Most of us understand that innovation is enormously important. It's the only insurance against irrelevance. It's the only guarantee of long-term customer loyalty. It's the only strategy for out-performing a dismal economy.
I'm a capitalist by conviction and profession. I believe the best economic system is one that rewards entrepreneurship and risk-taking, maximizes customer choice, uses markets to allocate scarce resources and minimizes the regulatory burden on business.
It doesn't matter much where your company sits in its industry ecosystem, nor how vertically or horizontally integrated it is - what matters is its relative 'share of customer value' in the final product or solution, and its cost of producing that value.
I like to listen. I have learned a great deal from listening carefully. Most people never listen.
Do right. Do your best. Treat others as you want to be treated.
Bargain... anything a customer thinks a store is losing money on.
A thousand words will not leave so deep an impression as one deed.
But the customer is the final, final filter. What survives the whole process is what people wear. I'm not interested in making clothes that end up in some dusty museum.
I empathize with women in their high heels so I'll be there in my kilt and T-shirt and I'll walk around all day just to prove that if I can wear the shoes for 36 hours then certainly our customer can wear them.
Go where your customers take you! For example, did you know that Sony's first product was a rice cooker? Since abandoning the rice cooker, it has merely managed to become the world's biggest consumer electronics company.
You can't just ask customers what they want and then try to give that to them. By the time you get it built, they'll want something new.
A lot of companies have chosen to downsize, and maybe that was the right thing for them. We chose a different path. Our belief was that if we kept putting great products in front of customers, they would continue to open their wallets.
I think we're having fun. I think our customers really like our products. And we're always trying to do better.
I get asked a lot why Apple's customers are so loyal. It's not because they belong to the Church of Mac! That's ridiculous.
Our DNA is as a consumer company - for that individual customer who's voting thumbs up or thumbs down. That's who we think about. And we think that our job is to take responsibility for the complete user experience. And if it's not up to par, it's our fault, plain and simply.
It took us three years to build the NeXT computer. If we'd given customers what they said they wanted, we'd have built a computer they'd have been happy with a year after we spoke to them - not something they'd want now.
I think right now it's a battle for the mindshare of developers and for the mindshare of customers, and right now iPhone and Android are winning that battle.
This is what customers pay us for - to sweat all these details so it's easy and pleasant for them to use our computers. We're supposed to be really good at this. That doesn't mean we don't listen to customers, but it's hard for them to tell you what they want when they've never seen anything remotely like it.
It's very easy for trusted companies to mislead naive customers, and life insurance companies are trusted.
The jewelry business is a very, very tough business - tougher than the computer business. You truly have to understand how to take care of your customers.
When you are skinning your customers, you should leave some skin on to heal, so that you can skin them again.
Inside of every problem lies an opportunity.
We provide food that customers love, day after day after day. People just want more of it.
What I've become good at is bringing things that aren't necessarily mainstream to the mainstream. What I did see on Twitter was a potential for mass publication; it's a mainstream consumer broadcasting device. It transforms customers and companies. You have to be transparent or you fail.
Customers need to be given control of their own data-not being tied into a certain manufacturer so that when there are problems they are always obliged to go back to them.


Exercise:
Where does the word "circle" show up in the data? Please find each such line and copy it.

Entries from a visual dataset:
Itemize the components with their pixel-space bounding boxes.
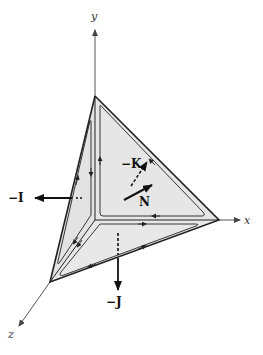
tetrahedron-diagram: y x z xyxy=(0,0,263,355)
vector-neg-k-label: −K xyxy=(121,157,142,171)
y-axis-label: y xyxy=(90,10,98,23)
vector-neg-j-label: −J xyxy=(106,295,122,309)
vector-neg-i-label: −I xyxy=(8,191,24,205)
z-axis-label: z xyxy=(7,328,14,341)
vector-n-label: N xyxy=(139,195,150,209)
z-axis xyxy=(19,282,50,326)
diagram-canvas: y x z xyxy=(0,0,263,355)
x-axis-label: x xyxy=(244,214,251,227)
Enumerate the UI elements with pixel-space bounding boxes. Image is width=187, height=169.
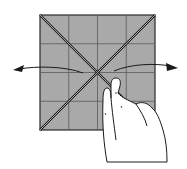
origami-diagram xyxy=(0,0,187,169)
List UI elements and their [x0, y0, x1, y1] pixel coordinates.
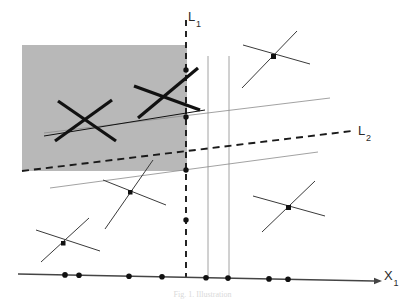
rug-point	[203, 275, 209, 281]
marker-stroke-a	[242, 31, 297, 88]
label-axis-x-base: X	[384, 268, 393, 283]
marker-centre-p4	[128, 190, 133, 195]
marker-centre-p3	[271, 54, 276, 59]
rug-point	[126, 273, 132, 279]
label-axis-x-subscript: 1	[393, 278, 398, 288]
label-axis-x: X1	[384, 268, 398, 286]
marker-stroke-b	[243, 45, 310, 64]
rug-point	[225, 275, 231, 281]
boundary-point	[183, 167, 188, 172]
figure-caption: Fig. 1. Illustration	[0, 290, 405, 299]
boundary-point	[183, 114, 188, 119]
shaded-region	[22, 45, 187, 171]
label-line-1-base: L	[188, 9, 195, 24]
marker-centre-p6	[286, 205, 291, 210]
marker-stroke-b	[103, 180, 166, 205]
label-line-1: L1	[188, 9, 201, 27]
rug-point	[285, 277, 291, 283]
rug-point	[266, 276, 272, 282]
marker-cross-thin-p3	[242, 31, 310, 88]
figure-canvas	[0, 0, 405, 301]
boundary-point	[183, 67, 188, 72]
figure-container: L1 L2 X1 Fig. 1. Illustration	[0, 0, 405, 301]
boundary-point	[183, 217, 188, 222]
x-axis-arrowhead	[374, 278, 382, 284]
rug-point	[62, 272, 68, 278]
x-axis	[18, 274, 382, 284]
x-axis-line	[18, 274, 374, 281]
label-line-2: L2	[358, 123, 371, 141]
rug-point	[76, 272, 82, 278]
marker-cross-thin-p5	[36, 218, 100, 262]
label-line-2-base: L	[358, 123, 365, 138]
rug-point	[159, 274, 165, 280]
marker-stroke-b	[36, 230, 100, 251]
marker-centre-p5	[61, 241, 66, 246]
label-line-1-subscript: 1	[196, 19, 201, 29]
label-line-2-subscript: 2	[366, 133, 371, 143]
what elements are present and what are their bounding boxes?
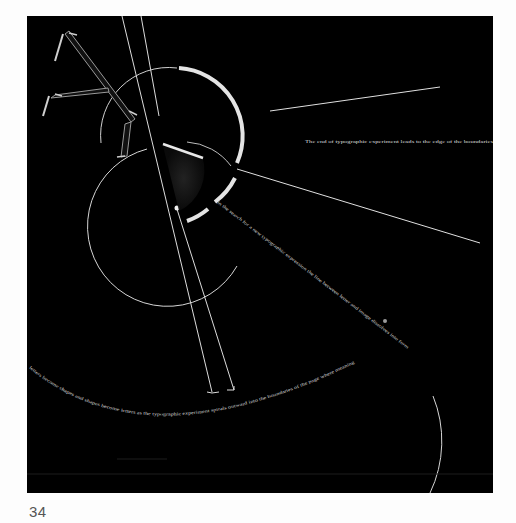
arc-text: letters become shapes and shapes become … xyxy=(27,16,357,417)
diagonal-text: in the search for a new typographic expr… xyxy=(216,200,410,350)
arc-text-line: letters become shapes and shapes become … xyxy=(27,16,357,417)
letter-y-glyph xyxy=(43,31,137,157)
small-dot xyxy=(383,319,387,323)
radiating-lines xyxy=(237,87,480,243)
artwork-plate: The end of typographic experiment leads … xyxy=(27,16,493,493)
page-number: 34 xyxy=(29,503,47,520)
diagonal-text-line: in the search for a new typographic expr… xyxy=(216,200,410,350)
bottom-right-arc xyxy=(430,396,442,493)
book-page: The end of typographic experiment leads … xyxy=(0,0,516,523)
right-caption: The end of typographic experiment leads … xyxy=(305,139,493,144)
upper-circle xyxy=(101,67,243,221)
faint-baselines xyxy=(27,459,493,474)
lower-circle xyxy=(88,149,237,306)
abstract-typographic-composition: The end of typographic experiment leads … xyxy=(27,16,493,493)
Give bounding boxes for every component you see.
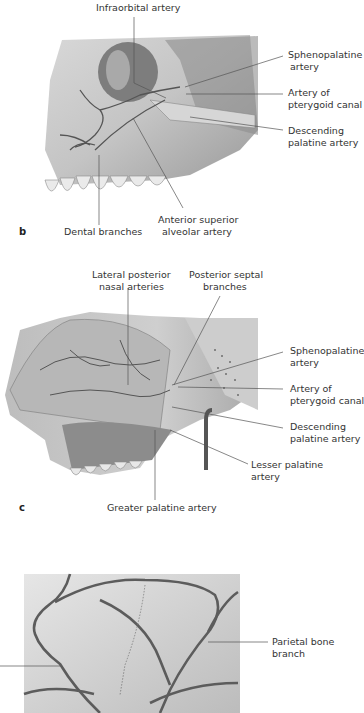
label-lateral-posterior-nasal-arteries-line1: Lateral posterior [92,269,171,281]
label-dental-branches: Dental branches [64,226,142,238]
label-pterygoid-canal-artery-c-line1: Artery of [290,383,332,395]
parietal-illustration [24,574,240,713]
label-descending-palatine-artery-b-line1: Descending [288,125,344,137]
label-descending-palatine-artery-c-line2: palatine artery [290,433,360,445]
label-lesser-palatine-artery-line2: artery [251,471,280,483]
label-infraorbital-artery: Infraorbital artery [96,2,180,14]
label-pterygoid-canal-artery-b-line1: Artery of [288,87,330,99]
label-posterior-septal-branches-line2: branches [203,281,247,293]
maxilla-illustration [45,35,258,191]
label-descending-palatine-artery-b-line2: palatine artery [288,137,358,149]
label-anterior-superior-alveolar-artery-line1: Anterior superior [158,214,238,226]
label-parietal-bone-branch-line1: Parietal bone [272,636,334,648]
label-lesser-palatine-artery-line1: Lesser palatine [251,459,323,471]
label-greater-palatine-artery: Greater palatine artery [107,502,217,514]
label-lateral-posterior-nasal-arteries-line2: nasal arteries [99,281,164,293]
label-sphenopalatine-artery-b-line2: artery [290,61,319,73]
label-descending-palatine-artery-c-line1: Descending [290,421,346,433]
label-pterygoid-canal-artery-c-line2: pterygoid canal [290,395,364,407]
panel-letter-c: c [19,502,25,513]
label-anterior-superior-alveolar-artery-line2: alveolar artery [162,226,232,238]
label-sphenopalatine-artery-b-line1: Sphenopalatine [288,49,362,61]
label-pterygoid-canal-artery-b-line2: pterygoid canal [288,99,362,111]
label-posterior-septal-branches-line1: Posterior septal [189,269,263,281]
label-sphenopalatine-artery-c-line2: artery [290,357,319,369]
panel-letter-b: b [19,226,26,237]
label-sphenopalatine-artery-c-line1: Sphenopalatine [290,345,364,357]
nasal-cavity-illustration [5,312,258,475]
label-parietal-bone-branch-line2: branch [272,648,305,660]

Response below:
upper-circle xyxy=(101,67,243,221)
lower-circle xyxy=(88,149,237,306)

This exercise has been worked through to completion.